Review: What We Talk About When We Talk About Anne Frank

Nathan Englander's new collection of short stories, What We Talk About When We Talk About Anne Frank, first entered my consciousness when I read the title story in The New Yorker. For days, I read parts of it aloud to anyone within earshot and vowed to read the book when it was published.

I enjoyed the stories immensely and hope other readers will take up this tome as soon as they can.

The title story involves two friends whose lives went separate ways and brings them back together to ask the question one of them has asked herself, and others, since childhood. Long-term friends whose relationship gelled during crazy, cattywhompus youth know each other best, this story reveals. The story weaves between the friends, the friends' husbands, the couples, never flinching, refusing to let go no matter how much it burns.

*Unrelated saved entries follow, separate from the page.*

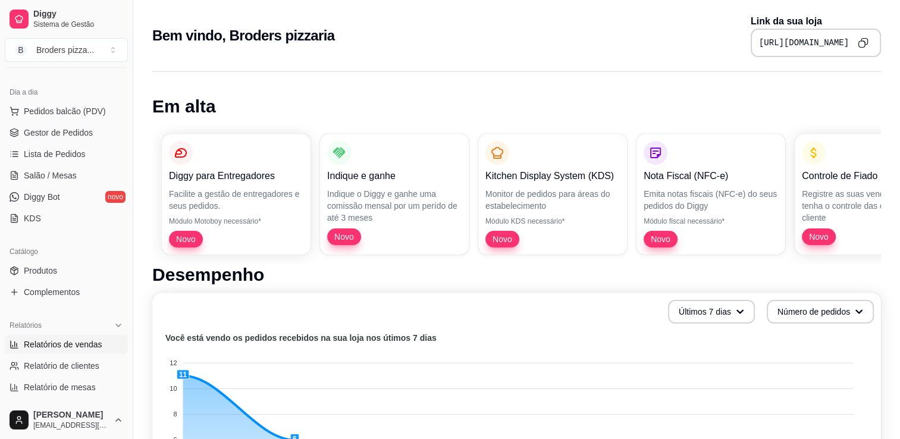  Describe the element at coordinates (66, 175) in the screenshot. I see `a: Salão / Mesas` at that location.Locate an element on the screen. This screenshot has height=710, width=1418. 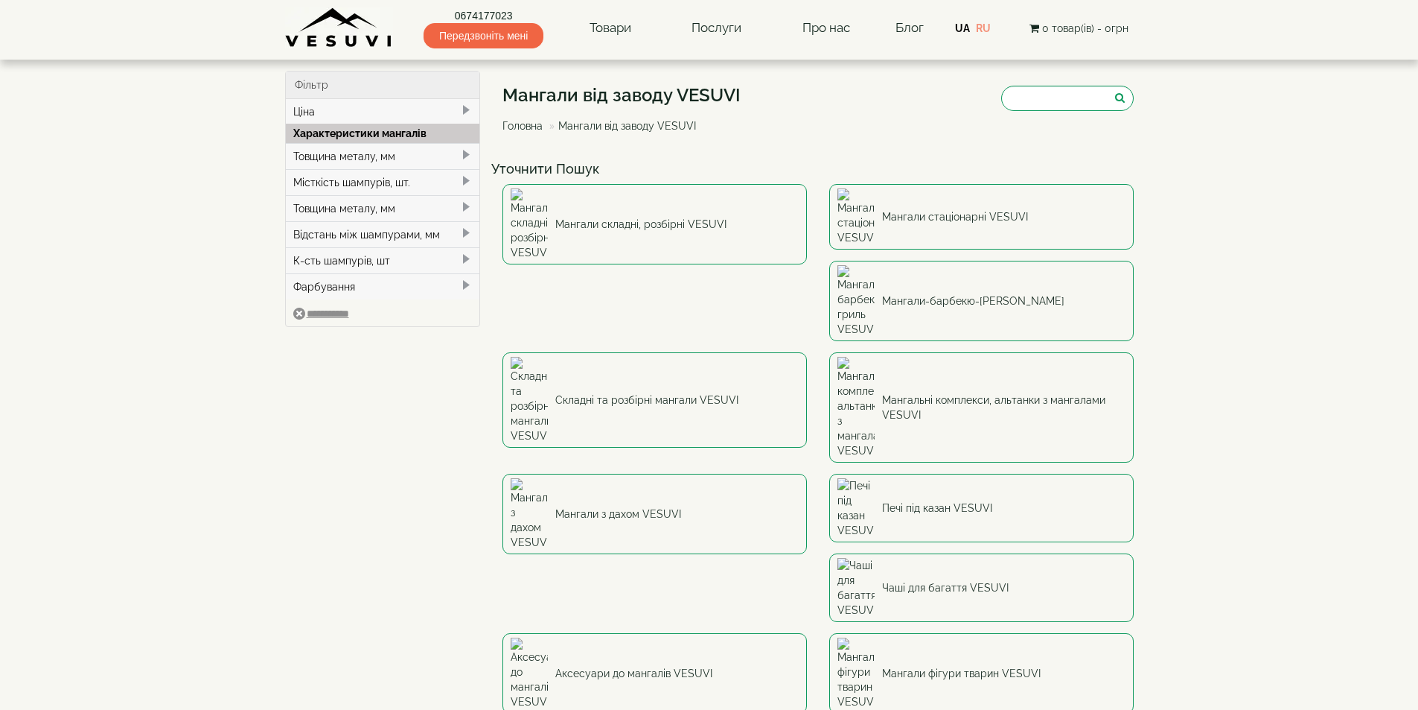
img: Завод VESUVI is located at coordinates (339, 28).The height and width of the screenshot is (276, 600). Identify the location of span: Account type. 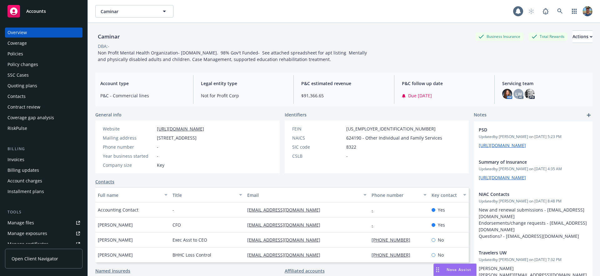
(143, 83).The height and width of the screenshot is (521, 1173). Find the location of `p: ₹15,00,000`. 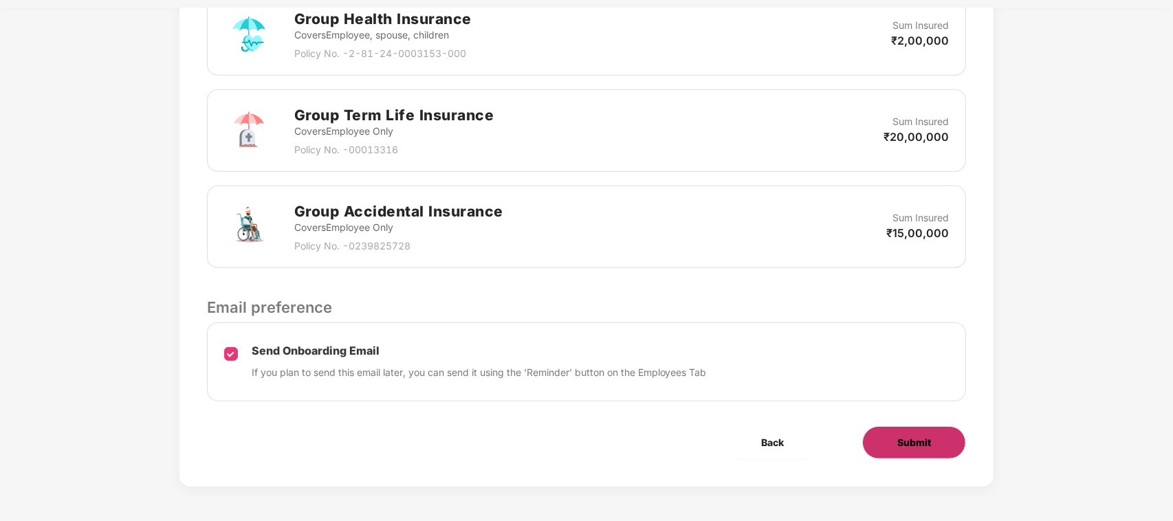

p: ₹15,00,000 is located at coordinates (917, 233).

Each of Englander's stories in this collection does that very thing: hang on for dear life until your time is up and the peep-show door closes. There are laugh-out-loud moments and others that leave readers quietly asking themselves questions they never considered. No one can walk away from this collection unaffected.

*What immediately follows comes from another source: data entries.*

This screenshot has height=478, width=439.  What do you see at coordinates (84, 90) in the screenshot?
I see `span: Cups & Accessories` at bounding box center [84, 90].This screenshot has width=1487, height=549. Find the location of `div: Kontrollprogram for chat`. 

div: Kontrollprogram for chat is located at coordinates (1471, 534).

My favorite story was, of course, the title story, followed by "Free Fruit for Young Widows," in which a fruit seller Shimmy explains to his son about a professor who receives his fruits and vegetables for free at his stand, as do war widows.  Englander doesn't just blurt out the story, but allows Shimmy to unfold it in increments, as our maturity matches that of Shimmy's son Etgar, to whom he tells the tale.

Every time I try to attach an adverb to a story, such as "disturbing," "amusing" or "startling," I realize it fits more than one story — but never in the same way. "Camp Sundown" was disturbing, but so was "Peep Show," and not for anywhere near the same reasons. (I mean, only a limited number of naked rabbis can be included in a single volume, even in the age of Fifty Shades of Gray.) Witnessing the unveiling, and unraveling, of the narrator's family history in "Everything I Know About My Family on My Mother's Side" was startling, but not in the same way as "What We Talk About..." Some stories ended with a bang, others ended with a revelation that was hoped for, but never guaranteed.

Read this book, but take your time. Absorb the stories, mull them over for a while, before starting the next one. They deserve that level of thought and attention.